I hiked away from camp to search for wood, I turned on my headlamp so I wouldn’t

step into a ravine. Sometimes, when I was far enough away that the flames were

just a dim fuzz behind me, I would turn off the lamp and let my eyes adjust

to the night.

A couple of dozen miles to the north, Navajo Mountain was a dark

bulk against a darker sky. According to Navajo legend, this was the cradle of

their people: Leo’s ancestors once took shelter within it, safe from the monsters

that prowled the Earth’s surface. Eventually, two strong brothers were born

and left the mountain’s stony womb. They roamed the wasteland for years, slaying

dragons everywhere they went, until all the monsters were dead and the world

was safe for the rest of the Navajo to emerge.

Cold had come with the night.

It was almost time to sleep. An airplane passed above, heading southeast toward

Phoenix, its red wing lights pulsing, the sound of its engine trailing a few

seconds behind its tail. I wondered whether our fire was visible from behind

the airplane’s portholes, whether it glowed like a smudge of phosphorescence

in a dark sea. In a handful of hours the sun would rise, wash away the stars,

and reveal a landscape as grand and empty as the night sky. The monsters were

gone, but it was some comfort to know that their wilderness remained.

Plan it

Guides Because the permit process for the Navajo Nation is sticky,

the navigation is tricky, and the history is rich, a good guide is invaluable.

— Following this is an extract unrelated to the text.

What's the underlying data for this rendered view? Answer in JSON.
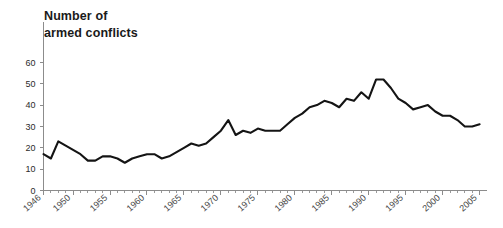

Leo Manheimer (928-672-2335, ext. 26) offers his services for $200 a day. You

provide your own food.

Homework Brave enough to go it alone? Go to navajonationparks.org

or call 928.871.6647 for beta on access, and grab a copy of Michael Kelsey’s

Canyon Hiking Guide to the Colorado Plateau ($20). For a ghost-story vibe, any

of Tony Hillerman’s thrillers—which all take place in and around the Nation—will

do the trick.

Getting Here The nearest town to Rainbow Plateau is Page, AZ, about 40 miles away. There

are regular flights to Page out of Phoenix, or it’s a drive of about four hours.